Corker says NSA collecting too little data on Americans

Sen. Bob Corker meets with voters October 2014 in Benton County. (Photo corker.senate.gov)

Sen. Bob Corker, whose government is collecting a woman’s cellphone call, meets with voters October 2014 in Benton County. (Photo corker.senate.gov)

The program is actually not the program I thought it was. Not even close,I think you are going to see people on both sides of the aisle pushing, wondering why not more data is part of the database that is used to protect our citizens.

— Sen. Bob Corker

By Adam Dick

United States Sen. Bob Corker (R-Tenn.) made news on Wednesday with his astounding comment that he is “shocked” by “how little data” the National Security Agency (NSA) is collecting via the U.S. government’s mass surveillance program and with his advocacy that the program “needs to be ramped up hugely.”

Considering the vast scope of the spying program, Corker’s plea for yet more snooping appears to be a call for God-like omniscience. Indeed, Corker is all but calling for the U.S. government to seek the kind of all-seeing power Jesus described God as possessing when Jesus tells the disciples that God has numbered the individual hairs on a person’s head and knows when a sparrow falls to the ground.

In a video address, Ron Paul Institute advisory board member Andrew Napolitano spells out the great reach of the U.S. government’s mass surveillance program that Corker wants expanded. Napolitano, the senior judicial analyst at Fox News and a former judge, explains:

We now know that for the past 13 years the government of the United States of America has been capturing the content of every telephone call, every text message, every email, every monthly bank statement, every utility bill, and every credit card bill of everybody in the United States of America.

Napolitano further explains in his video address that the Constitution was written ”to prevent the government from being able to look at every word and every document and explore every one of our thoughts without getting a search warrant as required in the Constitution.” Yet, the US government has proceeded year-after-year as if it has the authority to exercise such God-like power, pointing to the Patriot Act as its legislative permission slip.

Desperate to keep and expand this power, politicians like Corker are scurrying to extend the provisions of the Patriot Act that give legal cover for the snooping and other extraconstitutional powers before those provisions’ June 1 expiration date. Once people gain God-like powers over others, they often do not choose to relinquish those powers readily. Instead, like Corker, they often seek to expand those powers ad infinitum.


§ Problem: Every entry should be repeated exactly. Omit the pictures.

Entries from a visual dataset
###
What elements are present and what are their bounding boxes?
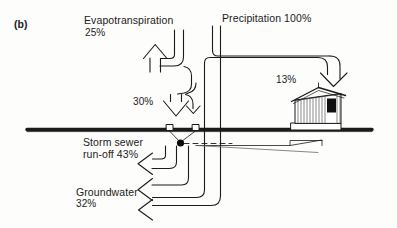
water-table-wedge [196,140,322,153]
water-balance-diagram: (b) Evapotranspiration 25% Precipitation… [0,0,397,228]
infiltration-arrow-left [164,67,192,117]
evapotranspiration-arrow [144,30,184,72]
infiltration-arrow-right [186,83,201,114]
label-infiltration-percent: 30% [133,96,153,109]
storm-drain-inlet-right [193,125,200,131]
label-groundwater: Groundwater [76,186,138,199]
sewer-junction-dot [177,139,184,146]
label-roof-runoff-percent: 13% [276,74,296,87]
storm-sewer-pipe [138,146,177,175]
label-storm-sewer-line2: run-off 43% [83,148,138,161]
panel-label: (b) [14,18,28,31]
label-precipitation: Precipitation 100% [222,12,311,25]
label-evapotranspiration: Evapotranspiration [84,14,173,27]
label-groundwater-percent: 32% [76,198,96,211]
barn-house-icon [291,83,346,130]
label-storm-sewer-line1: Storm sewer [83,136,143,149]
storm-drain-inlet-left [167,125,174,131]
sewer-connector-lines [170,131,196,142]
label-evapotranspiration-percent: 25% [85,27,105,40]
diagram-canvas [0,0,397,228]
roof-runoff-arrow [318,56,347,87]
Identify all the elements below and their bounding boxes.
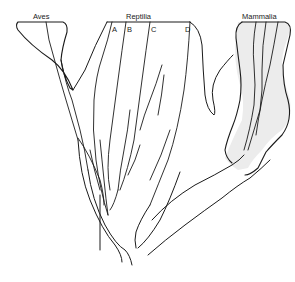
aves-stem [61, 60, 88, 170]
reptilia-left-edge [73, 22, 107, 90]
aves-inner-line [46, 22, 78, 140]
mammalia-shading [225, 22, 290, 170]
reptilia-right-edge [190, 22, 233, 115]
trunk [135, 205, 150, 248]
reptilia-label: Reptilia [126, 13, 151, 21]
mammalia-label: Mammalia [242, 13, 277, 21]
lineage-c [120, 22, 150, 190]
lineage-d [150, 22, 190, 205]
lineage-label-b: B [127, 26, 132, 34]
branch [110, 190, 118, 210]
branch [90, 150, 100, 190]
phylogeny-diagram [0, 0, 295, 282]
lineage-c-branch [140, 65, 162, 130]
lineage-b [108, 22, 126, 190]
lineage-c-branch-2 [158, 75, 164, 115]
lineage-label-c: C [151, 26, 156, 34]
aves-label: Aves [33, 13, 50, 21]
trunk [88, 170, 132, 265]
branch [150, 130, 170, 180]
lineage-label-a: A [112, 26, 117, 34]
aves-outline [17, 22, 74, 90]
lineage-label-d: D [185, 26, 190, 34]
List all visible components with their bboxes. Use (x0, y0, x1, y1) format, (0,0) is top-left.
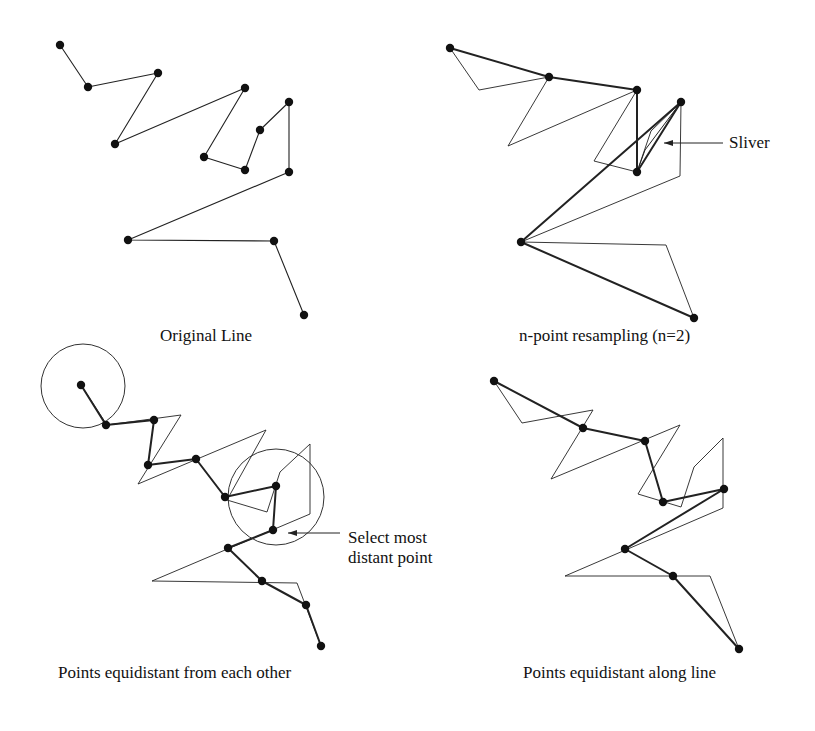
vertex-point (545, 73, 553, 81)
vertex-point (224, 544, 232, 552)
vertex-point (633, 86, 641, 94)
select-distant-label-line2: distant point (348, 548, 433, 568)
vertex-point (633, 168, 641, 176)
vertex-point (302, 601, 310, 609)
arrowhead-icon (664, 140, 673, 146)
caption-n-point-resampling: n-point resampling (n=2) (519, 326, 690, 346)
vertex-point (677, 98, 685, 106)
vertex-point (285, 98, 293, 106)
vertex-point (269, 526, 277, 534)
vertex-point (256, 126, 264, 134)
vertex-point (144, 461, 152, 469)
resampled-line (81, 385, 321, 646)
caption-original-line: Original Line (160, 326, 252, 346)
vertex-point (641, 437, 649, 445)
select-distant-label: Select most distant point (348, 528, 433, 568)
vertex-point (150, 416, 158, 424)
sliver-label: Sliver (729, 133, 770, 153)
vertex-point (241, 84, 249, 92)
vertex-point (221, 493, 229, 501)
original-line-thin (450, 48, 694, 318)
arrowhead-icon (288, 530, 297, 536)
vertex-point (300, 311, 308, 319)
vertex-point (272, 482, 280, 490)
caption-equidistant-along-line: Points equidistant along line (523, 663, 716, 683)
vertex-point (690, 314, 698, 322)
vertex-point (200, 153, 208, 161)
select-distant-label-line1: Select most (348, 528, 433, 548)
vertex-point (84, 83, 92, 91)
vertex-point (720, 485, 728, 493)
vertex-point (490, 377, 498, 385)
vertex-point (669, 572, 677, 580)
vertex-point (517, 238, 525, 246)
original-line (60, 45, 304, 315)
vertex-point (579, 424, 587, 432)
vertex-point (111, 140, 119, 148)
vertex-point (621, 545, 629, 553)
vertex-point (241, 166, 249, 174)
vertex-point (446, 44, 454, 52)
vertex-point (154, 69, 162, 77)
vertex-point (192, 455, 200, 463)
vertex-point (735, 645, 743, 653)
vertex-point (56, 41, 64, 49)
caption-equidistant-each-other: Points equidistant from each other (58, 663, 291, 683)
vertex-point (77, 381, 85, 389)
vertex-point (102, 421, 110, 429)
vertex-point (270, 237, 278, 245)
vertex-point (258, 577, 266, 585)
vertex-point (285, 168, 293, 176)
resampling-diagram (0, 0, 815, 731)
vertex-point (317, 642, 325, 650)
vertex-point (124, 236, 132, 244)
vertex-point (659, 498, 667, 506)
###
§ Exercise result:
What elements are present and what are their bounding boxes?
water-table-wedge [196,140,322,153]
water-balance-diagram: (b) Evapotranspiration 25% Precipitation… [0,0,397,228]
infiltration-arrow-left [164,67,192,117]
evapotranspiration-arrow [144,30,184,72]
infiltration-arrow-right [186,83,201,114]
label-infiltration-percent: 30% [133,96,153,109]
storm-drain-inlet-right [193,125,200,131]
label-groundwater: Groundwater [76,186,138,199]
sewer-junction-dot [177,139,184,146]
label-roof-runoff-percent: 13% [276,74,296,87]
storm-sewer-pipe [138,146,177,175]
label-storm-sewer-line2: run-off 43% [83,148,138,161]
panel-label: (b) [14,18,28,31]
label-precipitation: Precipitation 100% [222,12,311,25]
label-evapotranspiration: Evapotranspiration [84,14,173,27]
label-groundwater-percent: 32% [76,198,96,211]
barn-house-icon [291,83,346,130]
label-storm-sewer-line1: Storm sewer [83,136,143,149]
storm-drain-inlet-left [167,125,174,131]
sewer-connector-lines [170,131,196,142]
label-evapotranspiration-percent: 25% [85,27,105,40]
diagram-canvas [0,0,397,228]
roof-runoff-arrow [318,56,347,87]
Identify all the elements below and their bounding boxes.
aves-stem [61, 60, 88, 170]
reptilia-left-edge [73, 22, 107, 90]
aves-inner-line [46, 22, 78, 140]
mammalia-shading [225, 22, 290, 170]
reptilia-right-edge [190, 22, 233, 115]
trunk [135, 205, 150, 248]
reptilia-label: Reptilia [126, 13, 151, 21]
mammalia-label: Mammalia [242, 13, 277, 21]
lineage-c [120, 22, 150, 190]
lineage-d [150, 22, 190, 205]
lineage-label-b: B [127, 26, 132, 34]
branch [110, 190, 118, 210]
branch [90, 150, 100, 190]
phylogeny-diagram [0, 0, 295, 282]
lineage-c-branch [140, 65, 162, 130]
lineage-b [108, 22, 126, 190]
lineage-c-branch-2 [158, 75, 164, 115]
lineage-label-c: C [151, 26, 156, 34]
aves-label: Aves [33, 13, 50, 21]
trunk [88, 170, 132, 265]
branch [150, 130, 170, 180]
lineage-label-a: A [112, 26, 117, 34]
aves-outline [17, 22, 74, 90]
lineage-label-d: D [185, 26, 190, 34]
List all visible components with their bboxes. Use (x0, y0, x1, y1) format, (0,0) is top-left.
vertex-point (545, 73, 553, 81)
vertex-point (224, 544, 232, 552)
vertex-point (633, 86, 641, 94)
select-distant-label-line2: distant point (348, 548, 433, 568)
vertex-point (633, 168, 641, 176)
vertex-point (302, 601, 310, 609)
arrowhead-icon (664, 140, 673, 146)
caption-n-point-resampling: n-point resampling (n=2) (519, 326, 690, 346)
vertex-point (677, 98, 685, 106)
vertex-point (285, 98, 293, 106)
vertex-point (269, 526, 277, 534)
vertex-point (256, 126, 264, 134)
vertex-point (144, 461, 152, 469)
resampled-line (81, 385, 321, 646)
caption-original-line: Original Line (160, 326, 252, 346)
vertex-point (641, 437, 649, 445)
select-distant-label: Select most distant point (348, 528, 433, 568)
vertex-point (150, 416, 158, 424)
sliver-label: Sliver (729, 133, 770, 153)
vertex-point (241, 84, 249, 92)
vertex-point (221, 493, 229, 501)
original-line-thin (450, 48, 694, 318)
arrowhead-icon (288, 530, 297, 536)
vertex-point (300, 311, 308, 319)
vertex-point (272, 482, 280, 490)
caption-equidistant-along-line: Points equidistant along line (523, 663, 716, 683)
vertex-point (690, 314, 698, 322)
vertex-point (200, 153, 208, 161)
select-distant-label-line1: Select most (348, 528, 433, 548)
vertex-point (84, 83, 92, 91)
vertex-point (720, 485, 728, 493)
vertex-point (490, 377, 498, 385)
vertex-point (669, 572, 677, 580)
vertex-point (517, 238, 525, 246)
original-line (60, 45, 304, 315)
vertex-point (579, 424, 587, 432)
vertex-point (111, 140, 119, 148)
vertex-point (621, 545, 629, 553)
vertex-point (241, 166, 249, 174)
vertex-point (446, 44, 454, 52)
vertex-point (154, 69, 162, 77)
vertex-point (192, 455, 200, 463)
vertex-point (735, 645, 743, 653)
vertex-point (56, 41, 64, 49)
caption-equidistant-each-other: Points equidistant from each other (58, 663, 291, 683)
vertex-point (77, 381, 85, 389)
vertex-point (102, 421, 110, 429)
vertex-point (270, 237, 278, 245)
vertex-point (258, 577, 266, 585)
vertex-point (285, 168, 293, 176)
resampling-diagram (0, 0, 815, 731)
vertex-point (317, 642, 325, 650)
vertex-point (124, 236, 132, 244)
vertex-point (659, 498, 667, 506)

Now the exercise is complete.